Q: What inspired you to write The Usual Family Mayhem, and how did you create your character Kasey?
A: The Usual Family Mayhem is an ode to the breadth of family love and the inevitability of family messiness. I wanted to write about feisty grandmas and the bond between women who love and support each other, regardless of age.
And what’s better than adding in a few secrets, a bit of romance, and the possibility of grandma killing bad men with her delicious pies to round out a story?
I adore Kasey. She’s smart, loving, and loyal. She’s also impulsive and prone to acting before thinking. She’s not perfect. She doesn’t know what she wants to do with her life. She dropped out of law school. She hated her banking job and now is on the verge of losing a different job she’s not really qualified to do anyway.
Look, I love a super dedicated and driven heroine, but there is something so relatable and understandable about a woman who doesn’t have it all together. Writing about Kasey while she fumbled her way to success was my way of saying I’ve been there and I get it.
Q: How would you describe the dynamic between Kasey and her grandmother? What about between Kasey and Jackson?
A: Grandma Mags raised Kasey. They are so connected and love each other…and they’re so different. Mags is the motivated one. She’s practical and doesn’t tiptoe around what she thinks. She just says it.
She also loves Kasey for exactly who she is and is willing to give Kasey the time she needs to figure her life out. Of course, Mags also loves to direct things from behind the scenes and she’s really good at it.
Jackson’s great aunt, Celia, is Grandma Mags’ “very good friend” and that means Jackson and Kasey grew up around each other, vying for the older women’s attention.
He’s a wildly successful and overachieving lawyer. Kasey…is not. She’s also had a long-time crush on Jackson. They are the perfect opposites attract, mutual unspoken crush, bickering twosome.
Like Mags and Celia, I wanted Jackson and Kasey to figure it out and get together while they solve the mystery of the poison pies. I hope readers do, too.
Q: What do you think the novel says about revenge?
A: I think of the book more in terms of vigilante justice than revenge. Mags and Celia’s “special” pies aren’t about getting back at anyone. They’re about freeing women in desperate situations after all other avenues to do so have failed.
Women saving other women in unexpected ways is a theme in this book. Women who have been in danger and dealt with violence reach out and offer a last chance to other women in the same circumstance.
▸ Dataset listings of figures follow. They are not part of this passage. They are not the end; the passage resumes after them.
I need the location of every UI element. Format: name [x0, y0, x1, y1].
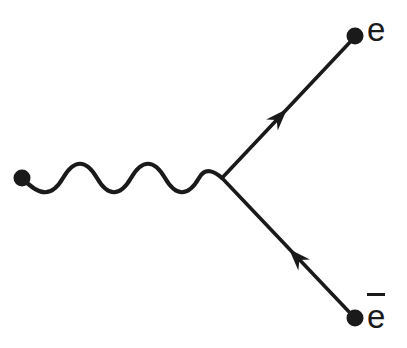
positron-label: e — [367, 292, 385, 333]
positron-fermion-line — [222, 178, 352, 315]
overbar-icon — [367, 293, 385, 296]
positron-overbar-group: e — [367, 292, 385, 333]
positron-label-text: e — [367, 292, 385, 333]
positron-endpoint-dot — [347, 310, 364, 327]
electron-label: e — [367, 13, 385, 46]
electron-label-text: e — [367, 11, 385, 48]
feynman-diagram-canvas — [0, 0, 407, 348]
electron-endpoint-dot — [347, 28, 364, 45]
photon-source-dot — [14, 170, 31, 187]
photon-wavy-line — [22, 164, 222, 193]
feynman-diagram: e e — [0, 0, 407, 348]
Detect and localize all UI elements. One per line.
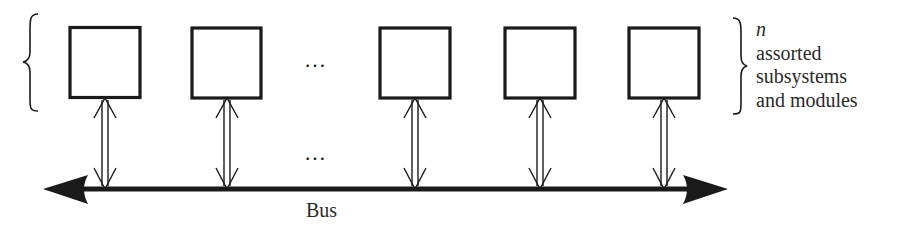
module-box-2 (192, 28, 261, 98)
bidirectional-arrow-icon (404, 98, 426, 189)
bidirectional-arrow-icon (216, 98, 238, 189)
module-box-4 (505, 28, 575, 98)
ellipsis-connections: … (304, 143, 327, 163)
annotation-variable: n (756, 18, 858, 42)
connection-arrows (94, 98, 675, 189)
bidirectional-arrow-icon (529, 98, 551, 189)
left-brace-icon (23, 14, 38, 111)
bidirectional-arrow-icon (653, 98, 675, 189)
module-box-1 (70, 28, 140, 98)
annotation-line-2: subsystems (756, 65, 858, 89)
bus-left-arrowhead-icon (43, 175, 88, 204)
modules-annotation: n assorted subsystems and modules (756, 18, 858, 112)
annotation-line-1: assorted (756, 42, 858, 66)
module-boxes (70, 28, 699, 99)
annotation-line-3: and modules (756, 89, 858, 113)
module-box-3 (380, 28, 450, 98)
bus-right-arrowhead-icon (683, 175, 728, 204)
right-brace-icon (733, 18, 747, 114)
ellipsis-modules: … (304, 50, 327, 70)
module-box-5 (629, 28, 699, 98)
bus-label: Bus (306, 199, 337, 221)
bidirectional-arrow-icon (94, 98, 116, 189)
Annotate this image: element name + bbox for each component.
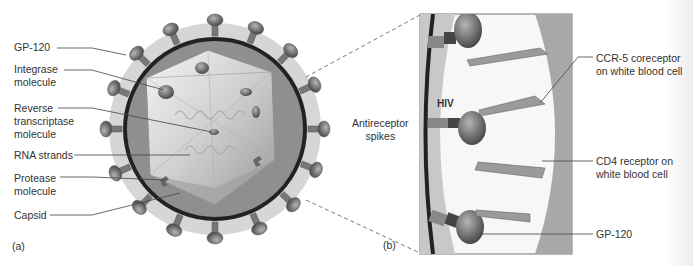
label-gp120-b: GP-120 <box>596 228 632 241</box>
panel-b-tag: (b) <box>383 239 396 252</box>
label-hiv: HIV <box>437 97 454 110</box>
label-ccr5: CCR-5 coreceptor on white blood cell <box>596 52 682 78</box>
virion <box>50 14 330 244</box>
hiv-diagram <box>0 0 693 266</box>
label-capsid: Capsid <box>14 209 47 222</box>
panel-a-tag: (a) <box>12 240 25 253</box>
label-protease: Protease molecule <box>14 172 56 198</box>
label-cd4: CD4 receptor on white blood cell <box>596 155 673 181</box>
label-gp120: GP-120 <box>14 41 50 54</box>
label-antireceptor-spikes: Antireceptor spikes <box>352 117 409 143</box>
label-integrase: Integrase molecule <box>14 63 58 89</box>
integrase-molecule <box>158 85 174 99</box>
inset-panel <box>420 12 593 254</box>
label-reverse-transcriptase: Reverse transcriptase molecule <box>14 102 74 141</box>
label-rna-strands: RNA strands <box>14 149 73 162</box>
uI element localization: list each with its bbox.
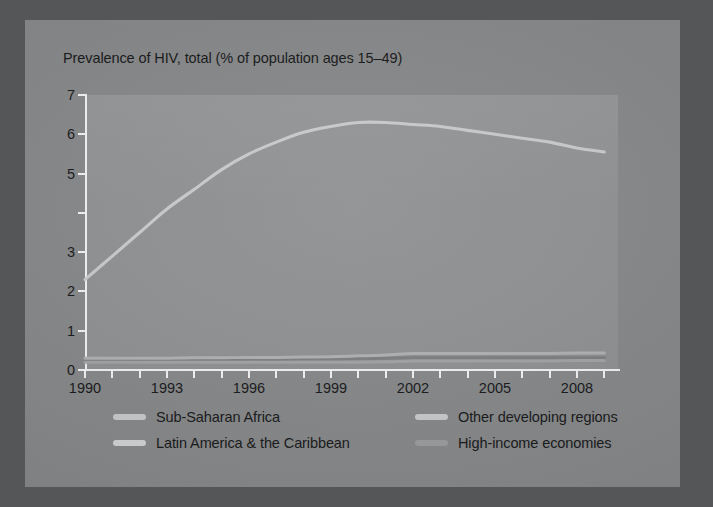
x-axis-tick: [521, 371, 523, 378]
x-axis-tick: [166, 371, 168, 378]
legend-swatch-icon: [415, 414, 448, 420]
x-axis-tick: [221, 371, 223, 378]
x-axis-tick: [139, 371, 141, 378]
y-axis-tick: [78, 330, 86, 332]
x-axis-tick-label: 2005: [479, 380, 511, 396]
x-axis-tick: [303, 371, 305, 378]
legend-item-other-developing-regions: Other developing regions: [415, 404, 618, 430]
x-axis-tick-label: 1996: [233, 380, 265, 396]
chart-card: Prevalence of HIV, total (% of populatio…: [25, 20, 680, 487]
legend-item-label: Latin America & the Caribbean: [156, 435, 350, 451]
y-axis-tick: [78, 173, 86, 175]
x-axis-tick-label: 2008: [561, 380, 593, 396]
y-axis-tick: [78, 94, 86, 96]
legend-item-sub-saharan-africa: Sub-Saharan Africa: [113, 404, 280, 430]
x-axis-tick: [549, 371, 551, 378]
legend-item-label: Other developing regions: [458, 409, 618, 425]
y-axis-tick-label: 6: [55, 127, 75, 142]
x-axis-tick: [603, 371, 605, 378]
x-axis-tick: [84, 371, 86, 378]
x-axis-tick-label: 1999: [315, 380, 347, 396]
x-axis-tick: [330, 371, 332, 378]
chart-title: Prevalence of HIV, total (% of populatio…: [63, 50, 402, 66]
x-axis-tick: [439, 371, 441, 378]
legend-swatch-icon: [113, 440, 146, 446]
y-axis-tick-label: 3: [55, 245, 75, 260]
y-axis-tick-label: 7: [55, 88, 75, 103]
x-axis-tick: [576, 371, 578, 378]
legend-item-label: High-income economies: [458, 435, 611, 451]
legend-swatch-icon: [113, 414, 146, 420]
x-axis-tick: [275, 371, 277, 378]
x-axis-tick-label: 1990: [69, 380, 101, 396]
plot-area: [85, 95, 618, 370]
x-axis-tick-label: 1993: [151, 380, 183, 396]
y-axis-tick: [78, 251, 86, 253]
x-axis-tick: [494, 371, 496, 378]
x-axis-tick: [248, 371, 250, 378]
x-axis-tick-label: 2002: [397, 380, 429, 396]
x-axis-tick: [357, 371, 359, 378]
chart-legend: Sub-Saharan Africa Other developing regi…: [85, 402, 665, 462]
y-axis-tick: [78, 290, 86, 292]
legend-item-high-income-economies: High-income economies: [415, 430, 611, 456]
x-axis-tick: [467, 371, 469, 378]
x-axis-tick: [385, 371, 387, 378]
y-axis-tick: [78, 133, 86, 135]
legend-item-label: Sub-Saharan Africa: [156, 409, 280, 425]
x-axis-tick: [111, 371, 113, 378]
legend-item-latin-america-caribbean: Latin America & the Caribbean: [113, 430, 350, 456]
y-axis-tick-label: 2: [55, 284, 75, 299]
y-axis-tick-label: 1: [55, 324, 75, 339]
figure-frame: Prevalence of HIV, total (% of populatio…: [0, 0, 713, 507]
y-axis-tick-label: 0: [55, 363, 75, 378]
y-axis-tick-label: 5: [55, 167, 75, 182]
y-axis-tick: [78, 212, 86, 214]
legend-swatch-icon: [415, 440, 448, 446]
x-axis-tick: [412, 371, 414, 378]
x-axis-tick: [193, 371, 195, 378]
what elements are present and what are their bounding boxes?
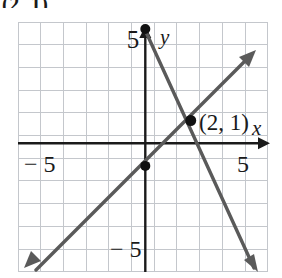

Is that a good thing or a bad thing? Well, I love Mags and Celia. I also think the justice system sometimes fails, and I say that as a lawyer. I’ll let readers decide if the women have gone too far.
Q: What are you working on now?
A: I also write thrillers as Darby Kane. I just finished writing my sixth thriller, which likely will be out in early January 2026. I don’t have an official title yet but it’s about a family that goes missing then one member comes back 15 years later and chaos ensues.
I’ll be writing more Darby Kane thrillers and am gearing up to start plotting thriller #7.
Q: Anything else we should know?
A: Do you like desserts? If so, eat before reading The Usual Family Mayhem. Since Mags and Celia run a regional dessert business I felt obligated to research as many pies and muffins and cookies as possible. Quite a few of those delicious concoctions are mentioned in the book. I spent the entire four months of writing craving sugary desserts. So, beware.